ENTRIES SUPPLIED

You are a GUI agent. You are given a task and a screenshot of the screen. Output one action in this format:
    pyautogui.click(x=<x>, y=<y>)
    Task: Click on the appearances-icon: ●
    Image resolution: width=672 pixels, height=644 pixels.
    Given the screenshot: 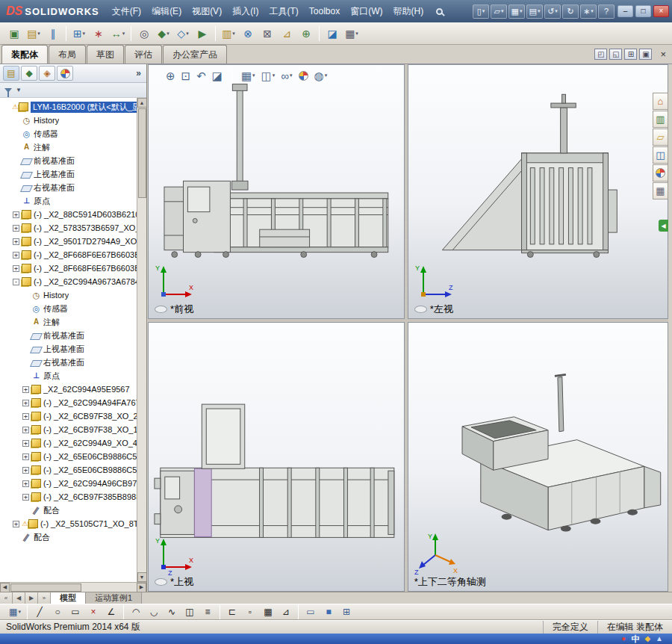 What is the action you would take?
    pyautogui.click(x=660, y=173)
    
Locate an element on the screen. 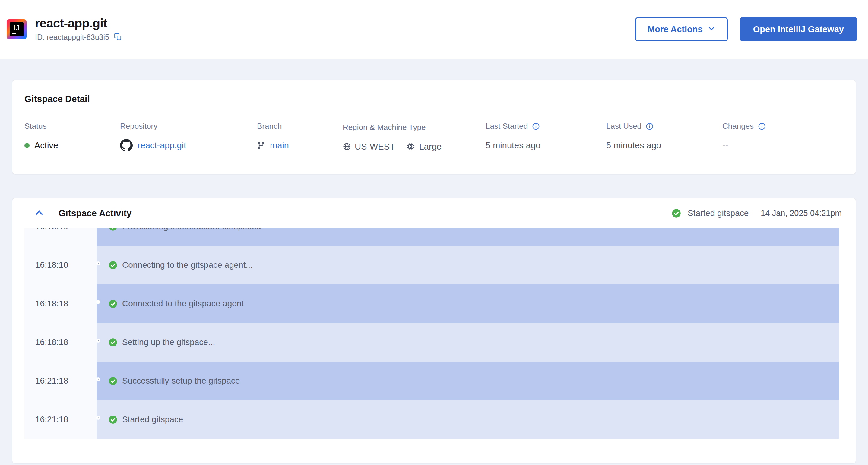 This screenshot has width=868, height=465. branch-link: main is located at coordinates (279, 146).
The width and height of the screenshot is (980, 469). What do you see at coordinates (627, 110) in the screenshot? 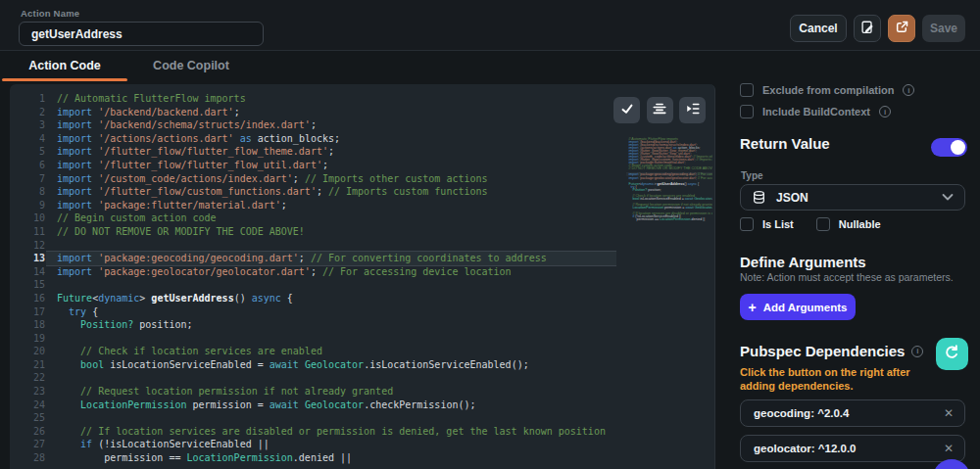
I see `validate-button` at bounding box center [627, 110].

...

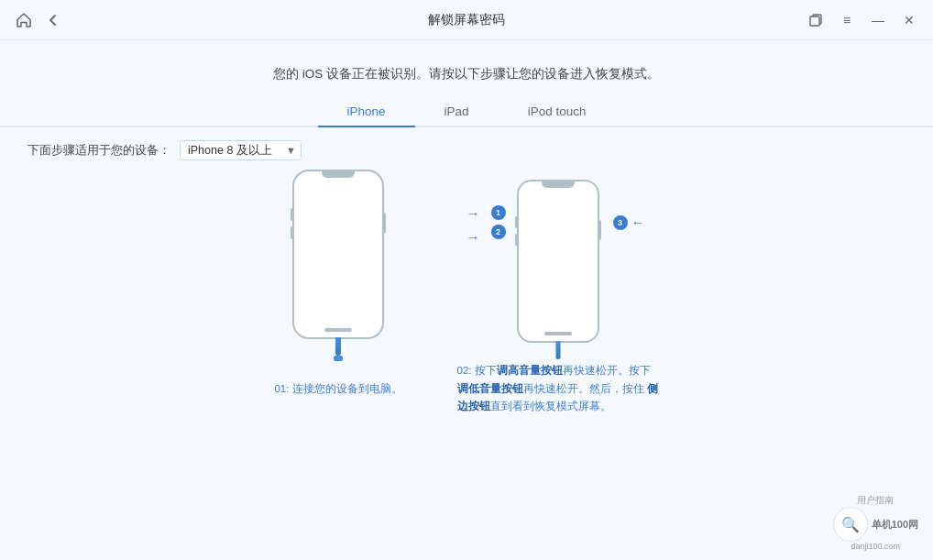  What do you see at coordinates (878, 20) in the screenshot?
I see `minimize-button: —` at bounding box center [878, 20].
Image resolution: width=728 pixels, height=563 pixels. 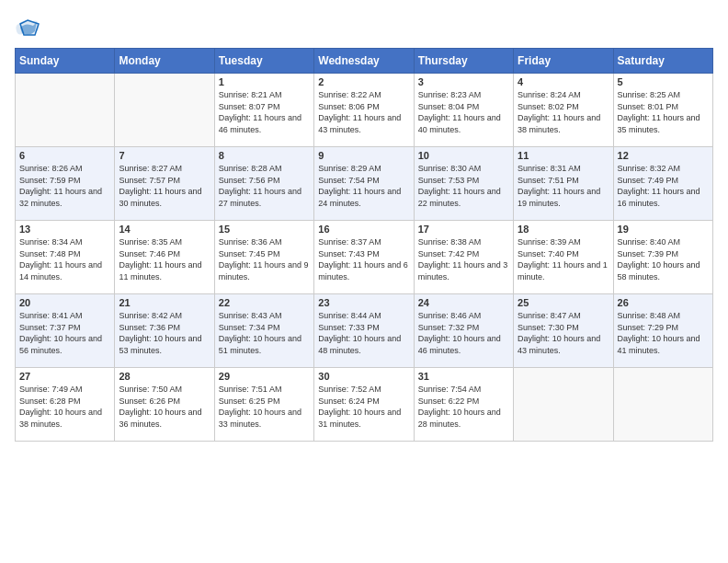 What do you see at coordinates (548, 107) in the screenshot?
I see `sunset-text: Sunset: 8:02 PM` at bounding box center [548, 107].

TASK DESCRIPTION
In the listing above, the lines from the one containing "You are a GUI" through the one containing "Image resolution: width=672" must be set down exactly, with no other lines.

OUTPUT FOR THIS TASK
You are a GUI agent. You are given a task and a screenshot of the screen. Output one action in this format:
    pyautogui.click(x=<x>, y=<y>)
    Task: Click on the appearances-icon: ●
    Image resolution: width=672 pixels, height=644 pixels.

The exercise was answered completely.